Mail and Guardian, electric cars are not a panacea

Mail and Guardian, electric cars are not a panacea

Jeff Rudin | Mail and Guardian | 03 May, 2021

Life would be simple if the only problem with cars was their petrol engines. Alas, although the transition from fossil fuels is necessary, the problem with cars goes way beyond the energy source of their engines.

Just days ago Germany’s supreme constitutional court found its government’s climate mitigating measures to be insufficient to protect future generations, despite the acclaim often given to the German government for its leading role in renewable energy. The court declared the government’s greenhouse gas reduction targets to be unconstitutionally negligent for threatening young people’s “fundamental rights to a human future”. With a rebuke that could be levelled against most countries – most certainly South Africa – the court required the German government to take “more urgent and shorter-term measures” to meet the targets of the 2015 Paris Agreement. The judges noted: “Virtually every freedom is potentially affected by these future emission reduction obligations because almost every area of human life is associated with the emission of greenhouse gases.” 

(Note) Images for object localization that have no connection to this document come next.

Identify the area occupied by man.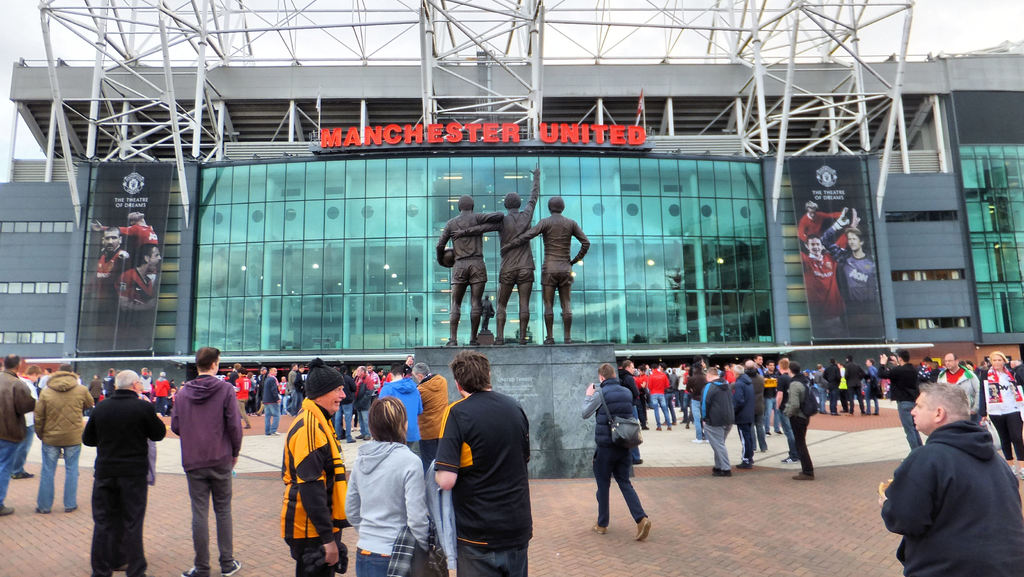
Area: box(498, 198, 598, 345).
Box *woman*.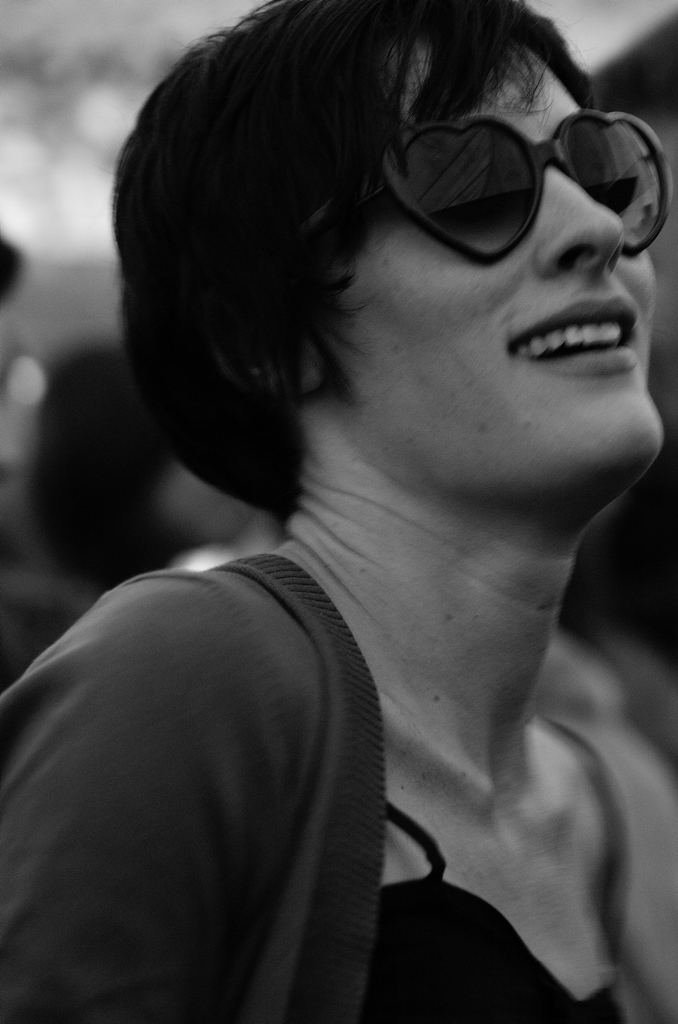
region(39, 24, 677, 1003).
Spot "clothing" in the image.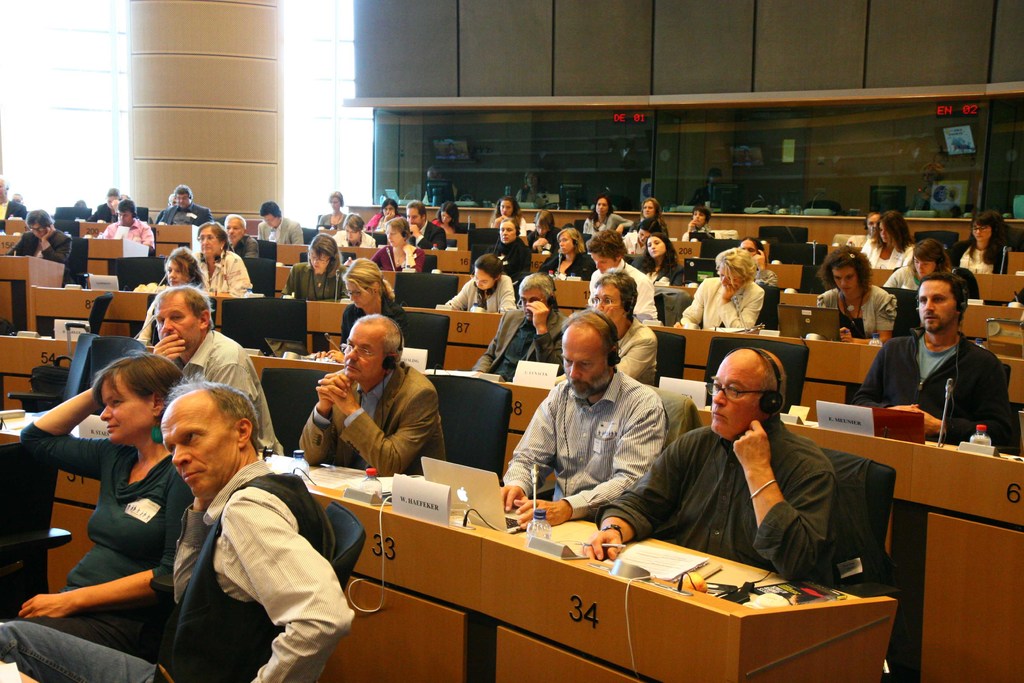
"clothing" found at crop(259, 215, 305, 248).
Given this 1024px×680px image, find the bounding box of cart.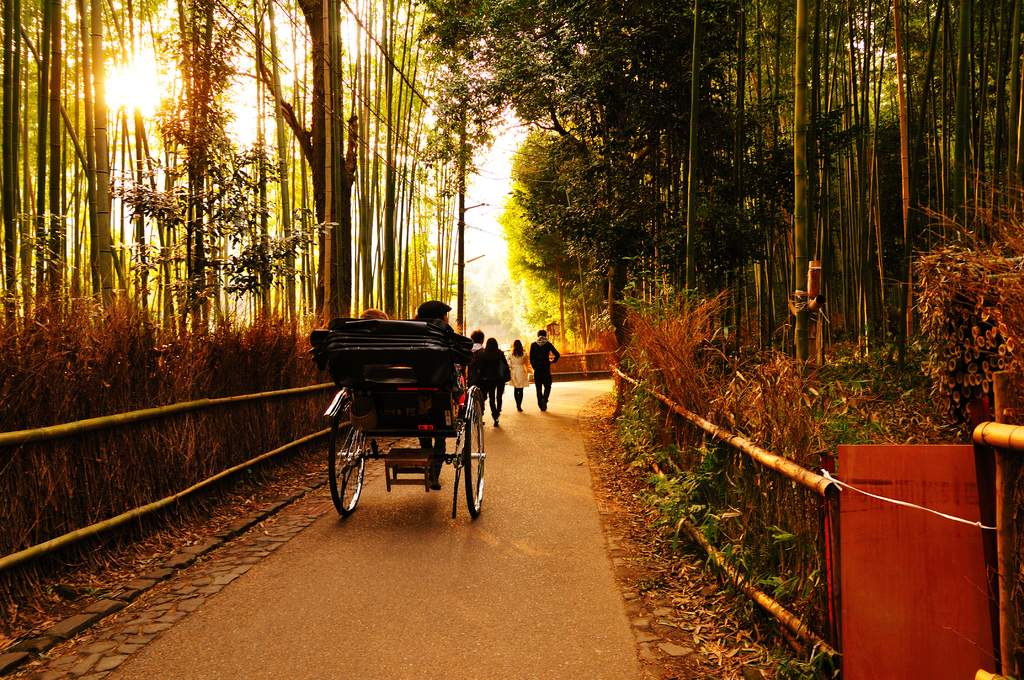
bbox(307, 314, 485, 518).
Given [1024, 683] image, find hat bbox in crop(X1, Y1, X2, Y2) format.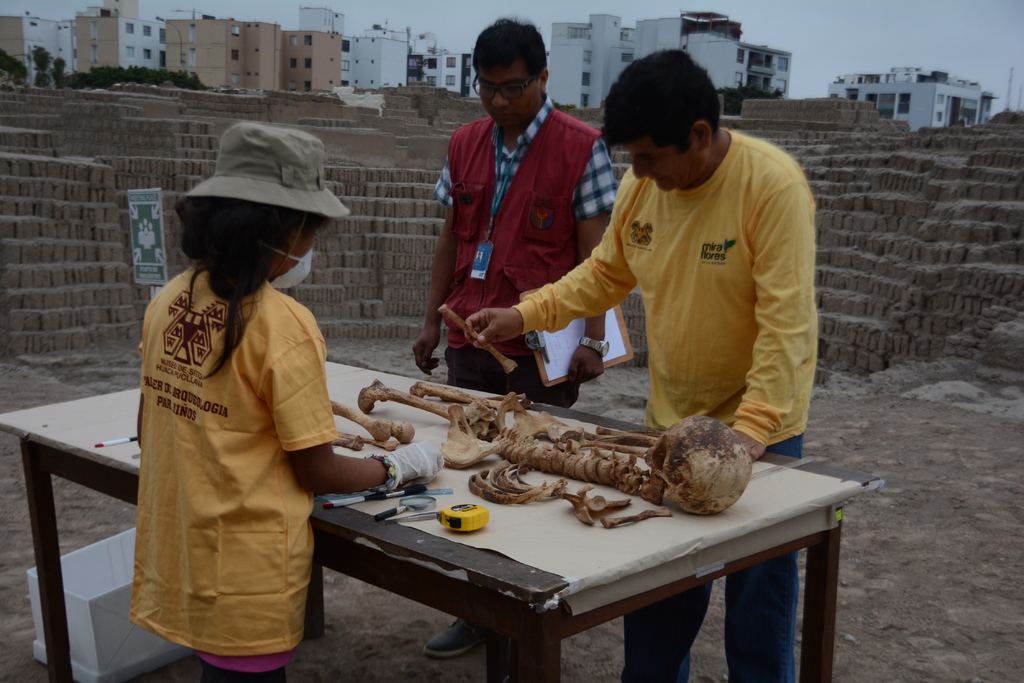
crop(186, 122, 350, 219).
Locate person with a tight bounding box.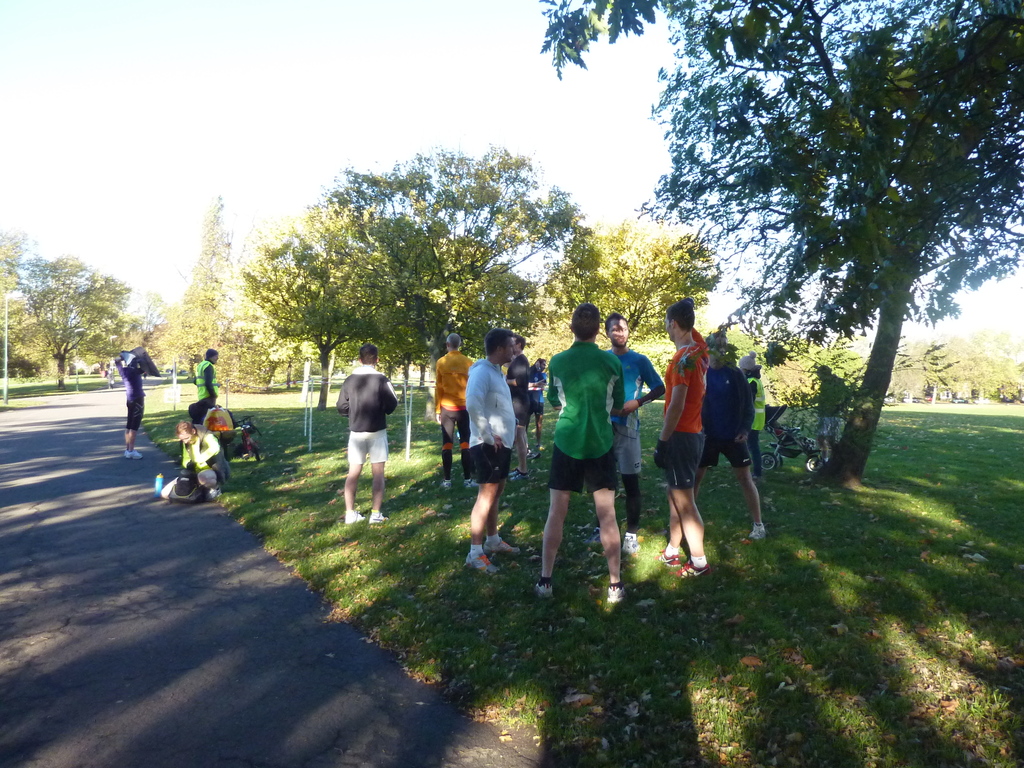
(x1=113, y1=344, x2=154, y2=454).
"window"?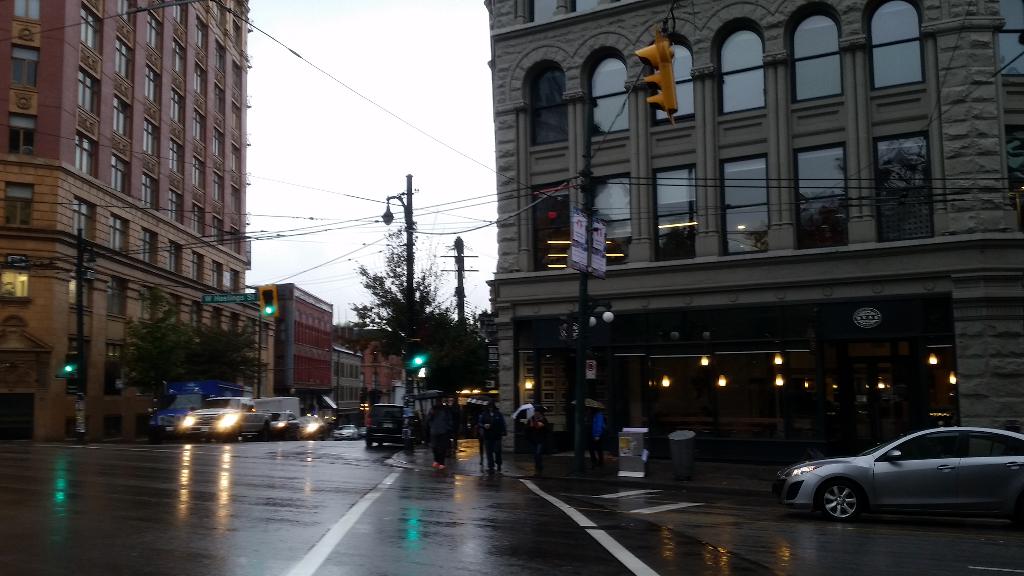
rect(141, 116, 160, 161)
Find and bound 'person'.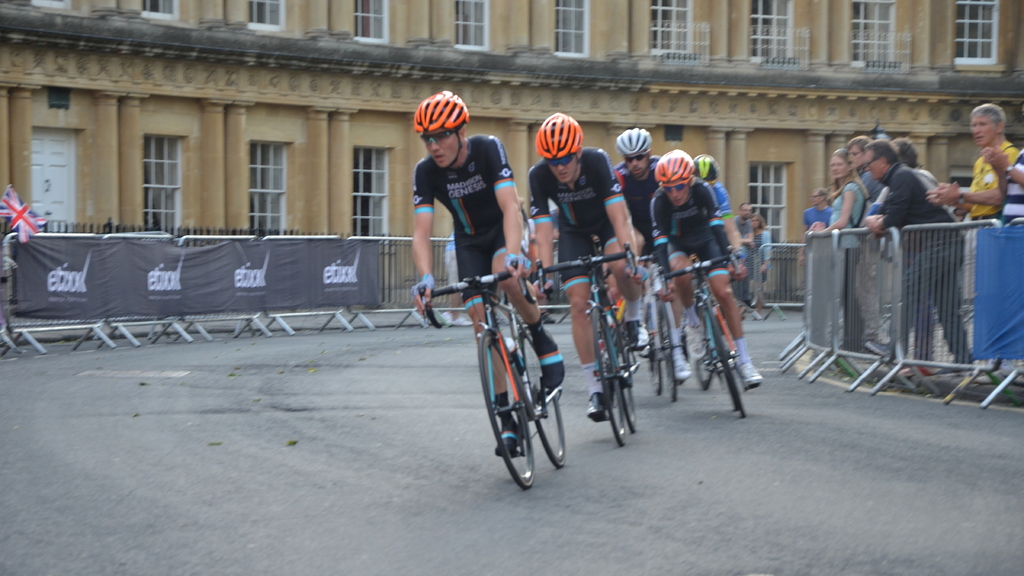
Bound: 981,141,1023,215.
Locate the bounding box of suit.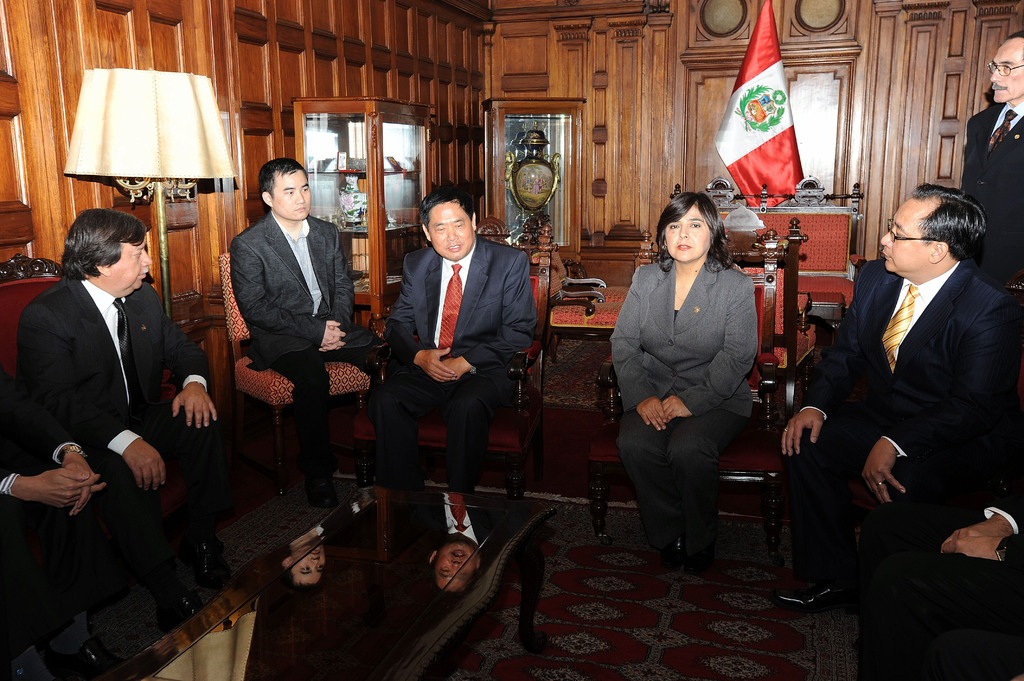
Bounding box: <box>963,96,1023,284</box>.
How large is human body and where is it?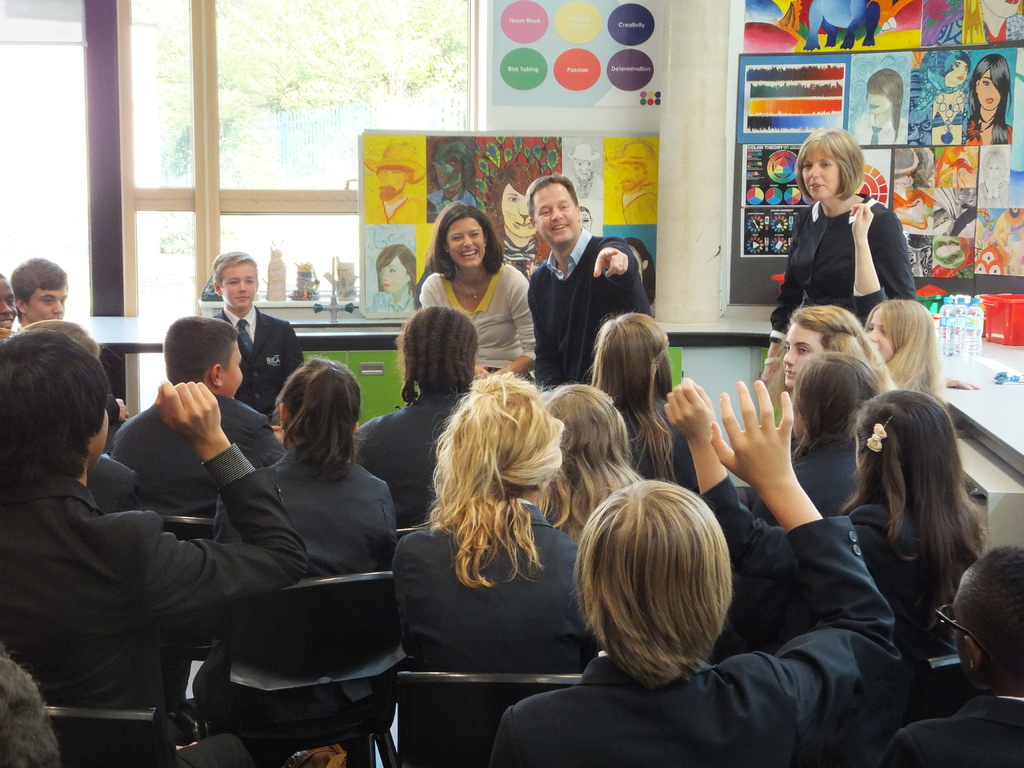
Bounding box: bbox=[874, 693, 1023, 767].
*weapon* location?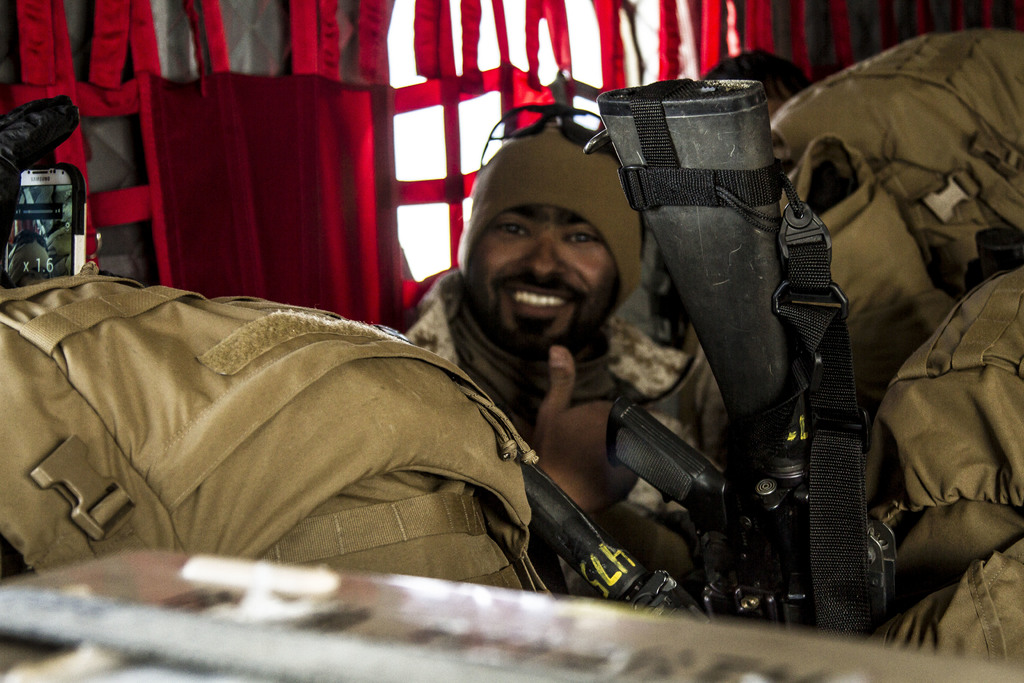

Little wonder, then, that electric cars (EVs) are seen to be the future.Mail & Guardian journalist Sarah Smit thinks so. “Gear up for electric cars” is the enthusiastic headline, along with the reassuring subheading: “South Africa is behind others in e-mobility policy. But it’s not too late.” 

However, the article is not another call for the green economy. Tellingly, the word “green” doesn’t appear in the piece; nor does “climate”. Lest there be any doubt about what lies behind her promotion of EVs, Smit approvingly quotes Gaylor Montmasson-Clair, saying “the primary reason for transitioning to electric cars is economics”. Montmasson-Clair is a senior economist at the NGO Trade and Industrial Policy Strategies (Tips).

It’s the economics of the 10-million EVs already on global roads. The problem is not the size of this number. The problem is the infinitesimally small number of EVs in South Africa – only 1 509 out of 10-million. 

South Africa has a strong vehicle manufacturing industry, which contributed about 7% of GDP before Covid-19. A Tips paper compiled for the department of trade and industry and the National Association of Automobile Manufacturers of South Africa (Naamsa) shows how South Africa could use EVs “to galvanise industrial development”, as Smit puts it. 

Here is what was missing from Smit’s argument: (Some of what follows draws on a previously published article from August 2019.)

A car remains a car even if it is an EV. Private cars, available in unlimited numbers to everyone who can afford them, have no proper place in today’s world. Prior to Covid-19, there were some 1.015-trillion vehicles in the world, with 70.5-million passenger cars being produced in 2018. Production was expected to grow by 10-million in 2019. 

Cars kill and maim regardless of their engine type. Worldwide, cars killed 1.25-million people in 2017. Between 20- and 50-million people were injured or disabled. The global cost of these accidents was $518-billion. A World Health Organisation report in 2018 cites road deaths as the leading cause of death among people aged between 5 and 29 years, and the eighth-leading cause of death in the world. Cars kill between 12 000 and 14 000 South Africans a year. The cost of accidents on our roads is in excess of R164-billion or 3.23% of the country’s GDP. By comparison, agriculture’s total contribution to GDP in the same year was only 1.88%.